Swift Actor in Unit Tests
Article Summary
Abdul Moiz from Thumbtack reveals how Swift 6's concurrency checks broke their entire test suite. Their solution? A clever protocol-based pattern that makes actors mockable without sacrificing thread safety.
When Thumbtack's iOS team upgraded to Xcode 15.3, Swift's new concurrency warnings forced them to adopt actors for thread safety. But actors can't be subclassed, breaking their dependency injection and unit testing framework. The team developed a generalized solution using associated types that works across their entire codebase.
Key Takeaways
- Swift actors provide automatic thread safety but can't be mocked in tests
- Protocol with associatedtype enables stubbing different actors with same interface
- Solution works with existing dependency injection without learning curve
- Approach scales to any actor without custom implementation per type
Thumbtack created a reusable pattern using protocol associated types that lets teams adopt Swift actors while maintaining full unit test coverage.
About This Article
After upgrading to Xcode 15.3, Thumbtack's iOS team hit Swift concurrency warnings about passing non-sendable types outside of main actor-isolated context. This could introduce data races. They had to pick between final classes, @unchecked Sendable with manual locking, or actors that couldn't be subclassed for testing.
Abdul Moiz's team built an ActorProtocol with an associatedtype ProtocolType. Both production actors and mock actors could conform to the same protocol interface. They used an Injector singleton to store and retrieve mocks by ObjectIdentifier, so they didn't need custom swizzling for each actor.
The pattern removed the need to reinvent locking mechanisms or work around concurrency checks. Thumbtack migrated to Xcode 15.3 while keeping full unit test coverage and snapshot testing frameworks intact. Existing code integration tools continued to work without breaking.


▶ WORK REQUEST: Wherever "AMBIENTE" turns up in the entries, copy out the line that holds it.

▶ EXCERPTED RECORDS:

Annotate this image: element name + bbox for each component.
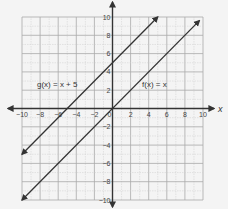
x-tick-label: 4 [147, 111, 151, 118]
label-g: g(x) = x + 5 [37, 80, 78, 89]
x-tick-label: −10 [16, 111, 28, 118]
x-tick-label: 8 [183, 111, 187, 118]
y-tick-label: 2 [107, 87, 111, 94]
x-axis-label: x [217, 104, 223, 114]
y-tick-label: 8 [107, 32, 111, 39]
y-tick-label: 4 [107, 68, 111, 75]
line-f [22, 21, 199, 200]
x-tick-label: 10 [199, 111, 207, 118]
y-tick-label: −6 [103, 160, 111, 167]
label-f: f(x) = x [142, 80, 167, 89]
y-tick-label: 10 [103, 14, 111, 21]
x-tick-label: −4 [72, 111, 80, 118]
coordinate-plane: −10−8−6−4−20246810108642−2−4−6−8−10 g(x)… [0, 0, 228, 209]
x-tick-label: 6 [165, 111, 169, 118]
x-tick-label: −8 [36, 111, 44, 118]
y-tick-label: −2 [103, 123, 111, 130]
x-tick-label: 2 [129, 111, 133, 118]
y-tick-label: 6 [107, 50, 111, 57]
y-tick-label: −8 [103, 178, 111, 185]
y-tick-label: −10 [99, 197, 111, 204]
y-tick-label: −4 [103, 142, 111, 149]
axes [8, 2, 214, 207]
x-tick-label: −2 [90, 111, 98, 118]
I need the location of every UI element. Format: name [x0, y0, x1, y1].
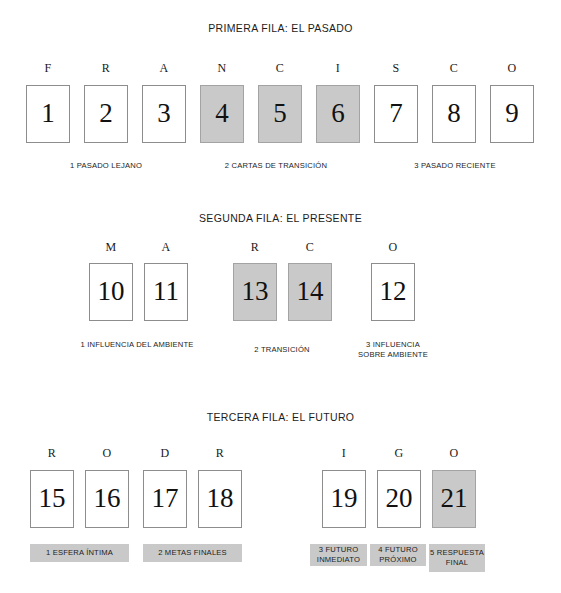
card-20[interactable]: 20 [377, 470, 421, 528]
row-1-letter-3: A [142, 61, 186, 76]
card-18-number: 18 [207, 485, 234, 512]
card-20-number: 20 [386, 485, 413, 512]
card-16-number: 16 [94, 485, 121, 512]
card-16[interactable]: 16 [85, 470, 129, 528]
row-3-title: TERCERA FILA: EL FUTURO [0, 411, 561, 423]
spread-diagram: PRIMERA FILA: EL PASADO F R A N C I S C … [0, 0, 561, 593]
card-3-number: 3 [157, 100, 171, 127]
card-12-number: 12 [380, 278, 407, 305]
card-11-number: 11 [153, 278, 179, 305]
card-7-number: 7 [389, 100, 403, 127]
card-21[interactable]: 21 [432, 470, 476, 528]
row-1-letter-1: F [26, 61, 70, 76]
row-3-caption-4: 4 FUTURO PRÓXIMO [370, 544, 426, 566]
row-3-caption-3: 3 FUTURO INMEDIATO [310, 544, 367, 566]
row-1-letter-7: S [374, 61, 418, 76]
card-19-number: 19 [331, 485, 358, 512]
card-4-number: 4 [215, 100, 229, 127]
card-1[interactable]: 1 [26, 85, 70, 143]
row-2-letter-2: A [144, 240, 188, 255]
card-14[interactable]: 14 [288, 263, 332, 321]
card-1-number: 1 [41, 100, 55, 127]
row-1-title: PRIMERA FILA: EL PASADO [0, 22, 561, 34]
card-11[interactable]: 11 [144, 263, 188, 321]
row-2-letter-4: C [288, 240, 332, 255]
row-2-letter-5: O [371, 240, 415, 255]
card-5[interactable]: 5 [258, 85, 302, 143]
row-3-caption-5: 5 RESPUESTA FINAL [429, 544, 485, 572]
card-19[interactable]: 19 [322, 470, 366, 528]
card-7[interactable]: 7 [374, 85, 418, 143]
row-3-caption-1: 1 ESFERA ÍNTIMA [30, 544, 129, 562]
row-3-caption-2: 2 METAS FINALES [143, 544, 242, 562]
card-2[interactable]: 2 [84, 85, 128, 143]
row-1-letter-8: C [432, 61, 476, 76]
row-2-caption-1: 1 INFLUENCIA DEL AMBIENTE [72, 340, 202, 350]
row-3-letter-3: D [143, 446, 187, 461]
row-1-caption-3: 3 PASADO RECIENTE [376, 161, 534, 171]
card-10[interactable]: 10 [89, 263, 133, 321]
card-12[interactable]: 12 [371, 263, 415, 321]
row-1-letter-6: I [316, 61, 360, 76]
row-2-caption-3: 3 INFLUENCIA SOBRE AMBIENTE [353, 340, 433, 360]
row-2-title: SEGUNDA FILA: EL PRESENTE [0, 212, 561, 224]
card-9[interactable]: 9 [490, 85, 534, 143]
card-6[interactable]: 6 [316, 85, 360, 143]
row-1-letter-2: R [84, 61, 128, 76]
card-3[interactable]: 3 [142, 85, 186, 143]
card-6-number: 6 [331, 100, 345, 127]
card-15[interactable]: 15 [30, 470, 74, 528]
row-2-letter-3: R [233, 240, 277, 255]
row-3-letter-4: R [198, 446, 242, 461]
card-21-number: 21 [441, 485, 468, 512]
card-5-number: 5 [273, 100, 287, 127]
card-17[interactable]: 17 [143, 470, 187, 528]
card-2-number: 2 [99, 100, 113, 127]
row-1-caption-2: 2 CARTAS DE TRANSICIÓN [190, 161, 362, 171]
row-2-caption-2: 2 TRANSICIÓN [222, 345, 342, 355]
card-13-number: 13 [242, 278, 269, 305]
card-4[interactable]: 4 [200, 85, 244, 143]
card-8-number: 8 [447, 100, 461, 127]
card-17-number: 17 [152, 485, 179, 512]
card-10-number: 10 [98, 278, 125, 305]
row-3-letter-2: O [85, 446, 129, 461]
row-3-letter-7: O [432, 446, 476, 461]
card-13[interactable]: 13 [233, 263, 277, 321]
card-9-number: 9 [505, 100, 519, 127]
row-3-letter-1: R [30, 446, 74, 461]
row-1-caption-1: 1 PASADO LEJANO [26, 161, 186, 171]
row-2-letter-1: M [89, 240, 133, 255]
row-3-letter-6: G [377, 446, 421, 461]
card-15-number: 15 [39, 485, 66, 512]
row-1-letter-5: C [258, 61, 302, 76]
row-1-letter-4: N [200, 61, 244, 76]
row-1-letter-9: O [490, 61, 534, 76]
row-3-letter-5: I [322, 446, 366, 461]
card-8[interactable]: 8 [432, 85, 476, 143]
card-18[interactable]: 18 [198, 470, 242, 528]
card-14-number: 14 [297, 278, 324, 305]
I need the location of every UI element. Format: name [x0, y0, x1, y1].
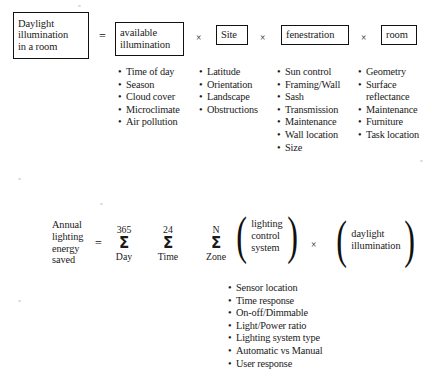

▶ ANSWER TO THIS PROBLEM:
row-2-caption-1: 1 INFLUENCIA DEL AMBIENTE [72, 340, 202, 350]
row-2-caption-3: 3 INFLUENCIA SOBRE AMBIENTE [353, 340, 433, 360]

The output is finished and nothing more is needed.